Ryan looked at a couple factors that might be at play – generational and religious influence (See Fig 3). He first found a generational influence that older generations are less permissive than younger generations. We would probably expect this finding and there is little surprise here. But I want to point something out about this graph in a moment that I think Ryan might have missed. Ryan showed that for generations born after 1960 there is a clear rise in the share saying divorce should be easier to obtain.

The second key finding in this dataset is that there is not much that distinguishes Christians from nonbelievers. Attitudes towards divorce and actual divorce rates are nearly the same regardless of religious category. The nonreligious have always had a more permissive attitude towards divorce but there was a significant decline in their acceptance of divorce through the 1970/80s only to see it surge up again around 2010. Whereas the three largest Christian groups in America, Catholics, Mainline, and Evangelicals all saw more permissive attitudes towards divorce surge in the early 2010s (see Fig 4). So though there is a larger share of permissivness towards divorce among the nonreligious, the surge among religious groups follows a similar pattern since 2010.

A second similarity is the actual divorce rate. We might assume that permissiveness for divorce would rise as the number of divorced individuals increased. But Ryan’s analysis found no such association and in fact the divorce rate was similar for all groups religious and nonreligious (see Fig. 5).

What is interesting here is that for the total population, the divorce rate in 1970 was 18% and has risen to approximately 30% (this means 3 in 10 adults have been divorced at some time in the past). But most interesting is that for Evangelical and Mainline (45-50%) traditions, the divorce rate currently exceeds the rate among nonreligious (40%).
Divorce attitudes and Social Media
Here is the one point that I believe Ryan Burge missed in his overall analysis. The changes in all attitudes towards divorce changed significantly around 2008. This year is significant as it is the first year of smartphones. The iPhone was introduced in 2007. According to the Pew Research Center, in 2011, 35% of the population owned a smartphone, and this number has steadily increased to over 90% currently. It seems that access to a world of information in to pockets from all manner to apps, including social media, has led to a major change in our attitudes.
Before this information explosion, our experiences of divorces were often limited to our closest social circles. And this more intimate knowledge of divorce usually came with an intense awareness of all the pain, brokenness, and complexities that would likely lead to caution in encouraging such a life-altering decision.

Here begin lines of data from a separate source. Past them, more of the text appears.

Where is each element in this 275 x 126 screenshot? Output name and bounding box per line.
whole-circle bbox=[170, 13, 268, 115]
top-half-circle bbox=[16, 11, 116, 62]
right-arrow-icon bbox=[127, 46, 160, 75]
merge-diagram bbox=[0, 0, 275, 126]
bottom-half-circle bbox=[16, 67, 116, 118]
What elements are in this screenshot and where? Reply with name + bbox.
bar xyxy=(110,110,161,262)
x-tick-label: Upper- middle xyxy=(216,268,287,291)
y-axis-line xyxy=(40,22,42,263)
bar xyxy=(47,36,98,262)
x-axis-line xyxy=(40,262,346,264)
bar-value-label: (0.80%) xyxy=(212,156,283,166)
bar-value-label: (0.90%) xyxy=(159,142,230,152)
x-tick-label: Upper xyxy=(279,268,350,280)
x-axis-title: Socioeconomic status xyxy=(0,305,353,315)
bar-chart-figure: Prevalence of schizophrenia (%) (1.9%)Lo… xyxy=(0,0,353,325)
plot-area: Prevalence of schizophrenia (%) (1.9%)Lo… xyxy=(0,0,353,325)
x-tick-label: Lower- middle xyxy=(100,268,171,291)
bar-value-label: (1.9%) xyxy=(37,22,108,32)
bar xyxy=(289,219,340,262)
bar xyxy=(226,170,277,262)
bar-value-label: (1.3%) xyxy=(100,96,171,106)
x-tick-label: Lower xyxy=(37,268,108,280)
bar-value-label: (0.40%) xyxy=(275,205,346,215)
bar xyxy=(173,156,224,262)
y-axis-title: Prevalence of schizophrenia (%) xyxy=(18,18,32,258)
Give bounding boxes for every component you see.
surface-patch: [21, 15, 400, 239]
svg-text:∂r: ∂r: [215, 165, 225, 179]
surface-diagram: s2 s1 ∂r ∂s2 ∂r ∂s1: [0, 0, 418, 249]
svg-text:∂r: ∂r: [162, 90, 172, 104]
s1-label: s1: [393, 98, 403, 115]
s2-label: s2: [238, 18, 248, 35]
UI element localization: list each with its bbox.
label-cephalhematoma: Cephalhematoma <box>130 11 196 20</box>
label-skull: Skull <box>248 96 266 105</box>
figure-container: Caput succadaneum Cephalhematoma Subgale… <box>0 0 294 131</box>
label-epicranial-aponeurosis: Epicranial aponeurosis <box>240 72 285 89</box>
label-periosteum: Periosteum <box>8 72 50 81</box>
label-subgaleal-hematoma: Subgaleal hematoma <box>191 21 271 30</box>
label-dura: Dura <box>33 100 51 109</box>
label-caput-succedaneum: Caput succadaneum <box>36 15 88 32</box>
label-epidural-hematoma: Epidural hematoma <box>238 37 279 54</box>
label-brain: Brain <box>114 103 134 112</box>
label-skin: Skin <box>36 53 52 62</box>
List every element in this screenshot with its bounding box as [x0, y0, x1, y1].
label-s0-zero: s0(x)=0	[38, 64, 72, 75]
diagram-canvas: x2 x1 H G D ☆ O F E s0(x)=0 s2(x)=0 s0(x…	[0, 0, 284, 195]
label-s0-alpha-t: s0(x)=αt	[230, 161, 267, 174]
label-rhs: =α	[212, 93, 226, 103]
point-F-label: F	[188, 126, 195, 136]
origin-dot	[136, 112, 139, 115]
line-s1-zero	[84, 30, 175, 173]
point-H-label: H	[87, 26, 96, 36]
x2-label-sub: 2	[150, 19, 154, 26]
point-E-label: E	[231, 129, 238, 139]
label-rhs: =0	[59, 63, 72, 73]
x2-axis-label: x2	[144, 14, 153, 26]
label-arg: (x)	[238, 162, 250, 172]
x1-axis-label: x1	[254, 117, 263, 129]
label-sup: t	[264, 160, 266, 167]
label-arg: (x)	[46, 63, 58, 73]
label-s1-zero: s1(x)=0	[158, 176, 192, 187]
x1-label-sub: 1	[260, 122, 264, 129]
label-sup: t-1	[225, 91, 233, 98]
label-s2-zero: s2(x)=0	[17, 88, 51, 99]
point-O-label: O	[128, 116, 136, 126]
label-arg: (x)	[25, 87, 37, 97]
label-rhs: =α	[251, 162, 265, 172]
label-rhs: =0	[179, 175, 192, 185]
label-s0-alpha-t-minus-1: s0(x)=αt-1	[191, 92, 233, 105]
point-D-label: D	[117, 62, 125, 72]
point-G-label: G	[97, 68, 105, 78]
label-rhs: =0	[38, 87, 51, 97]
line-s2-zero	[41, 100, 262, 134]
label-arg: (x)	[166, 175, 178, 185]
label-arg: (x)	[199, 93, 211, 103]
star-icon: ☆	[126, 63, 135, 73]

But after 2008, the blitz of snippets and tidbits of stories about divorces increased dramatically. These stories were told in short videos, posts, tweets, and other brief forms that lacked sufficient depth of connection to give any of us a genuine picture of the actual scenario. So, rather than being cautious due to more profound, intimate knowledge, our judgments become less informed and often less cautious (advertisers have relied on this psychological fact, using 30-second presentations to sway us all the time).
Divorce should not be a battleground. If a couple faces the death of a marriage, the last thing either of them needs is to have to gear up for battle. Legislating divorce in ways that make it more difficult to attain only increases the pain and conflict within divorce. Couples facing the death of a marriage need support in their grief; they don’t need more obstacles that make escaping the pain they are already in more difficult. I am all for saving marriages, which is why I do the work that I do. But there is a point that is reached where the marriage is dead, and the couple needs help walking through this grief. More legal rules just overloads the dying marriage with more fight than forbearance. This is why divorce should not become the next culture war. Divorce should not need to be a battleground. But any death, even a dying marriage, should be a space of support where each party can safely walk through the grief and loss they are experiencing.